Yesterday was Edward Lear’s 200th birthday, certainly a day to celebrate. The barest facts, from Wikipedia:
Edward Lear (12 May 1812 – 29 January 1888) was a British artist, illustrator, author, and poet, renowned today primarily for his literary nonsense, in poetry and prose, and especially his limericks, a form that he popularised.
On limericks, see here.
And then, yesterday in the NYT, an appreciation by Verlyn Klinkenborg:
There are two Lears in English Literature: King and Edward. One veered off into madness.
The other — Edward, born 200 years ago Saturday — veered off into “nonsense, pure and absolute,” as he put it. Good nonsense is vastly harder than good tragedy, and Lear’s is as good as it gets. He was a round-faced man who seemed to be wearing his hair upside down, thickly bearded below, nearly bald on top. Looking at him, you can imagine the traveler and artist he became, the friend of Tennyson, the painting instructor of Queen Victoria.

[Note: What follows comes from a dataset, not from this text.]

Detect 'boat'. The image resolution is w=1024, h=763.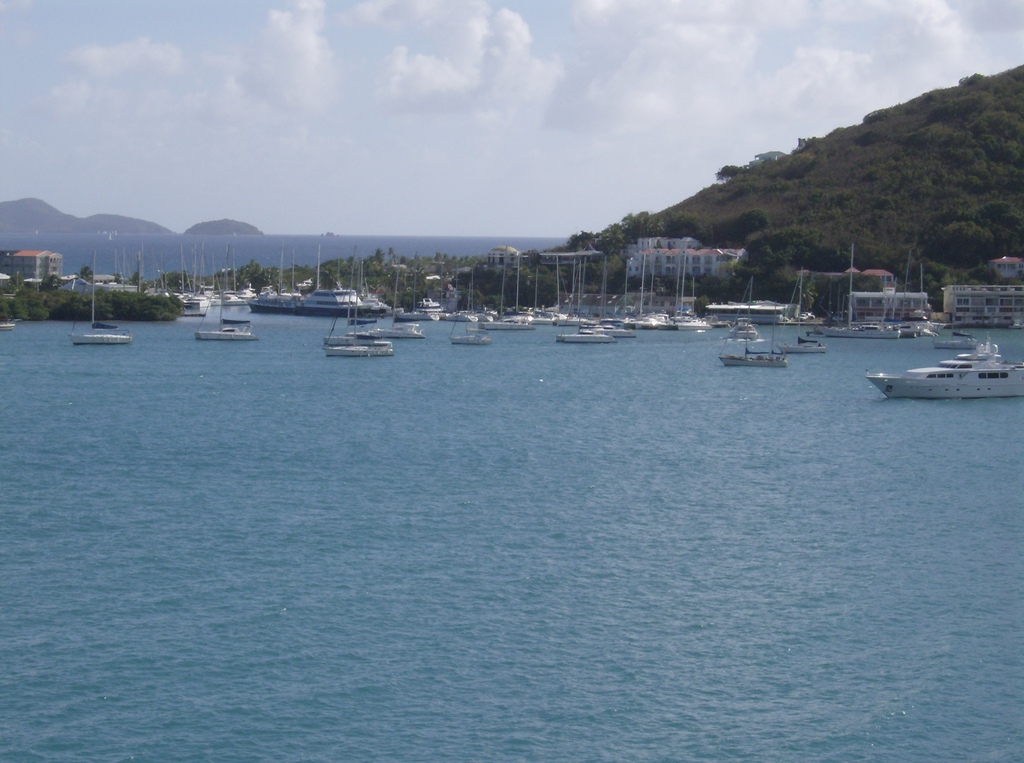
pyautogui.locateOnScreen(883, 321, 1017, 403).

… The charm of Lear comes as much from his drawings as it does from his verse. They look dashed-off yet somehow precise, like his botanical sketch of the Knutmigrata Simplice, whose fruit is a nutmeg grater. Read a lot of Lear, and you soon come to feel that he was a fiction. Luckily, he was wonderfully, absurdly real.
Knutmigrata simplice:
Travel and his art and nonsense buoyed him through an uneasy life. From Wikipedia:
From childhood he suffered ill health, including epilepsy, of which he was ashamed, and depression. He travelled widely over much of his life before settling in Sanremo. He never managed to marry, though he did propose it, but he had good friends and doted on his cat. When, after a long decline in health, he died of heart disease, sadly, none of his friends was able to attend his funeral.
May 13, 2012 at 9:50 am |
In honor of Lear’s bicentennial and Sendak’s passing, I wrote a Word Routes column on the tradition of wordplay in English-language children’s lit: Wild Words of Children’s Literature, from ‘Runcible’ to “Rumpus’.”